Beyond a Reasonable Doubt (1956) Fritz Lang
Fritz Lang’s last American film follows novelist Tom Garrett (Dana Andrews), a man looking to get the inside scoop on capital punishment for his next book. Garrett’s future father-in-law, newspaper publisher Austin Spencer (Sidney Blackmer, left), a vocal opponent of capital punishment, proposes an idea. No one, including Spencer’s daughter Susan (Joan Fontaine), can be trusted with any aspect of the project, so it’s just between the two men.
As luck would have it, the police have a recent unsolved crime they’re investigating: the killing of a young showgirl. The plan? Plant (and carefully document) fake evidence connecting Garrett to the crime, get convicted, and then discredit the system by showing Garrett’s innocence. What better way to expose the problems related to the death penalty? But this is film noir, so we know something’s going to go wrong, very wrong.

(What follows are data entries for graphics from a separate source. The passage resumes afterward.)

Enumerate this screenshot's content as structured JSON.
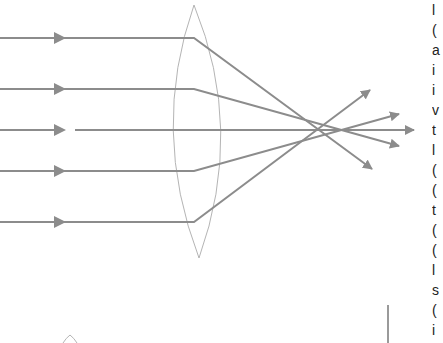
{
  "figure": {
    "type": "converging-lens-ray-diagram",
    "colors": {
      "ray": "#8c8c8c",
      "lens": "#b4b4b4",
      "background": "#ffffff",
      "edge_text": "#222222"
    },
    "lens": {
      "top": [
        194,
        5
      ],
      "bottom": [
        199,
        258
      ],
      "left_bulge_x": 172,
      "right_bulge_x": 221
    },
    "rays": [
      {
        "y": 38,
        "bend_x": 194,
        "tip": [
          372,
          169
        ]
      },
      {
        "y": 89,
        "bend_x": 194,
        "tip": [
          399,
          146
        ]
      },
      {
        "y": 130,
        "bend_x": null,
        "tip": [
          414,
          130
        ]
      },
      {
        "y": 171,
        "bend_x": 194,
        "tip": [
          399,
          114
        ]
      },
      {
        "y": 222,
        "bend_x": 194,
        "tip": [
          370,
          90
        ]
      }
    ],
    "second_lens_fragment": {
      "apex": [
        70,
        335
      ]
    },
    "bar_fragment": {
      "x": 388,
      "y1": 305,
      "y2": 343
    }
  },
  "edge_text_fragments": [
    "l",
    "(",
    "a",
    "i",
    "i",
    "v",
    "t",
    "l",
    "(",
    "(",
    "t",
    "(",
    "(",
    "l",
    "s",
    "(",
    "i",
    "s"
  ]
}
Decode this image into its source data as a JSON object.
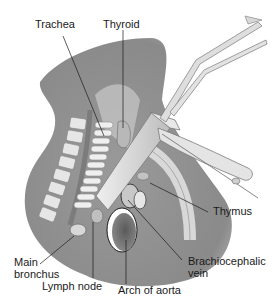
{
  "figure": {
    "labels": {
      "trachea": "Trachea",
      "thyroid": "Thyroid",
      "thymus": "Thymus",
      "main_bronchus_line1": "Main",
      "main_bronchus_line2": "bronchus",
      "lymph_node": "Lymph node",
      "arch_of_aorta": "Arch of aorta",
      "brachiocephalic_line1": "Brachiocephalic",
      "brachiocephalic_line2": "vein"
    },
    "colors": {
      "tissue": "#8f8f8f",
      "tissue_light": "#b5b5b5",
      "bone": "#e4e4e4",
      "instrument": "#dcdcdc",
      "instrument_edge": "#7a7a7a",
      "leader_line": "#1a1a1a"
    }
  }
}
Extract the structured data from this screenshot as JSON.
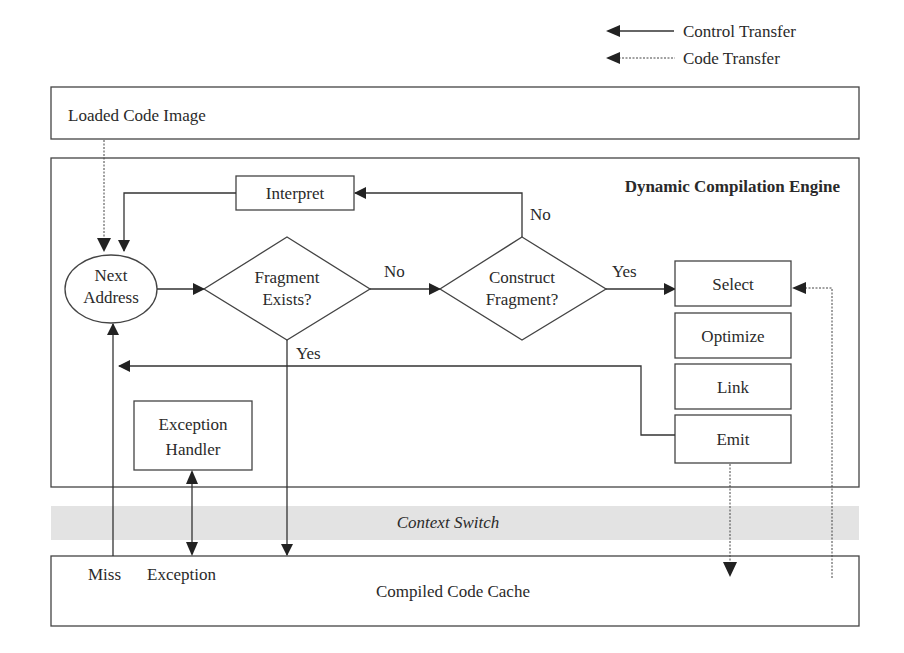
{
  "legend": {
    "control_transfer": "Control Transfer",
    "code_transfer": "Code Transfer"
  },
  "blocks": {
    "loaded_code_image": "Loaded Code Image",
    "engine_title": "Dynamic Compilation Engine",
    "interpret": "Interpret",
    "next_address_line1": "Next",
    "next_address_line2": "Address",
    "fragment_exists_line1": "Fragment",
    "fragment_exists_line2": "Exists?",
    "construct_fragment_line1": "Construct",
    "construct_fragment_line2": "Fragment?",
    "select": "Select",
    "optimize": "Optimize",
    "link": "Link",
    "emit": "Emit",
    "exception_handler_line1": "Exception",
    "exception_handler_line2": "Handler",
    "context_switch": "Context Switch",
    "compiled_code_cache": "Compiled Code Cache"
  },
  "edge_labels": {
    "no_fragment": "No",
    "yes_fragment": "Yes",
    "no_construct": "No",
    "yes_construct": "Yes",
    "miss": "Miss",
    "exception": "Exception"
  },
  "colors": {
    "context_band": "#e3e3e3",
    "stroke": "#444444"
  }
}
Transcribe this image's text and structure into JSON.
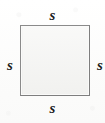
{
  "figure": {
    "type": "geometry-diagram",
    "width": 105,
    "height": 123,
    "background_color": "#ffffff"
  },
  "shape": {
    "name": "square",
    "fill_color": "#f4f4f2",
    "stroke_color": "#8a8a8a",
    "stroke_width": 1,
    "x": 20,
    "y": 25,
    "width": 70,
    "height": 71
  },
  "labels": {
    "top": "s",
    "right": "s",
    "bottom": "s",
    "left": "s",
    "style": "italic-serif",
    "color": "#1c1c1c"
  }
}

Many things go wrong with this film. As David Hogan points out in his book Film Noir FAQ (2013), director Fritz Lang seemed to be going through the motions with “the dull competence of a mid-‘50s television drama.” I can’t argue with him. As Hogan also mentions, it’s hard to believe this is the same Fritz Lang who directed The Big Heat three years earlier. Lang’s visual mastery is all but absent here, further damaged by shoddy production values.
I’m willing to overlook the film’s ridiculous premise, but the Douglas Morrow story and screenplay keep adding one absurdity after another. Yet, as Eddie Muller states in his Noir Alley outro for the film, the ending is gutsy, “a spit in the eye of the prevailing ‘happily ever after’ normalcy of the 1950s.” Be sure to watch Eddie’s outro after you’ve seen the film. You’ll find out one reason why this film may have hit too close to home for Lang.

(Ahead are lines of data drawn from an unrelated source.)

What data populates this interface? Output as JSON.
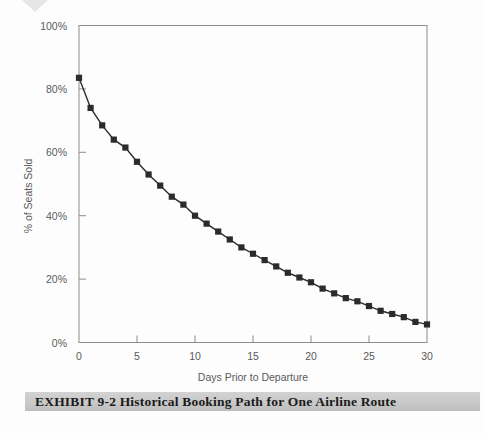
{
  "page": {
    "background_color": "#fdfdfd",
    "scan_mark_color": "#e2e2e2"
  },
  "caption": {
    "label": "EXHIBIT 9-2  Historical Booking Path for One Airline Route",
    "band_color": "#c9c9c9",
    "text_color": "#1b1b1b"
  },
  "chart_data": {
    "type": "line",
    "title": "",
    "subtitle": "",
    "xlabel": "Days Prior to Departure",
    "ylabel": "% of Seats Sold",
    "xlim": [
      0,
      30
    ],
    "ylim": [
      0,
      100
    ],
    "xticks": [
      0,
      5,
      10,
      15,
      20,
      25,
      30
    ],
    "xtick_labels": [
      "0",
      "5",
      "10",
      "15",
      "20",
      "25",
      "30"
    ],
    "yticks": [
      0,
      20,
      40,
      60,
      80,
      100
    ],
    "ytick_labels": [
      "0%",
      "20%",
      "40%",
      "60%",
      "80%",
      "100%"
    ],
    "grid": false,
    "legend": null,
    "legend_position": "none",
    "marker": "square",
    "marker_color": "#2b2b2b",
    "line_color": "#2b2b2b",
    "axis_color": "#8c8c8c",
    "series": [
      {
        "name": "% of Seats Sold",
        "x": [
          0,
          1,
          2,
          3,
          4,
          5,
          6,
          7,
          8,
          9,
          10,
          11,
          12,
          13,
          14,
          15,
          16,
          17,
          18,
          19,
          20,
          21,
          22,
          23,
          24,
          25,
          26,
          27,
          28,
          29,
          30
        ],
        "values": [
          83.5,
          74.0,
          68.5,
          64.0,
          61.5,
          57.0,
          53.0,
          49.5,
          46.0,
          43.5,
          40.0,
          37.5,
          35.0,
          32.5,
          30.0,
          28.0,
          26.0,
          24.0,
          22.0,
          20.5,
          19.0,
          17.0,
          15.5,
          14.0,
          13.0,
          11.5,
          10.0,
          9.0,
          8.0,
          6.5,
          5.7
        ]
      }
    ]
  }
}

Take a look at Letterboxd, and you’ll see a wide range of reviews and opinions, joining those of critics who despise the picture and others who consider it Lang’s greatest film. It was also his final American movie. Lang returned to Europe where he continued to make films for a few more years.
The stories of Dana Andrews’s drinking problems are legion, and the actor frustrated Lang constantly during the production, yet I consider Andrews one of the most solid actors of the classic Hollywood era, especially in film noir pictures. I don’t care if he was drunk, sober, or picking up signals from Jupiter, he’s fantastic in his delivery and even better at silently reacting, letting his eyes do the work.
Whether you’re watching double features of actors, directors, and cinematographers or simply enjoying film noir with no definite plan, I hope you enjoy the rest of Noirvember. There’s lots of darkness and mayhem to go…
Thanks for the reviews, curious to watch both of these.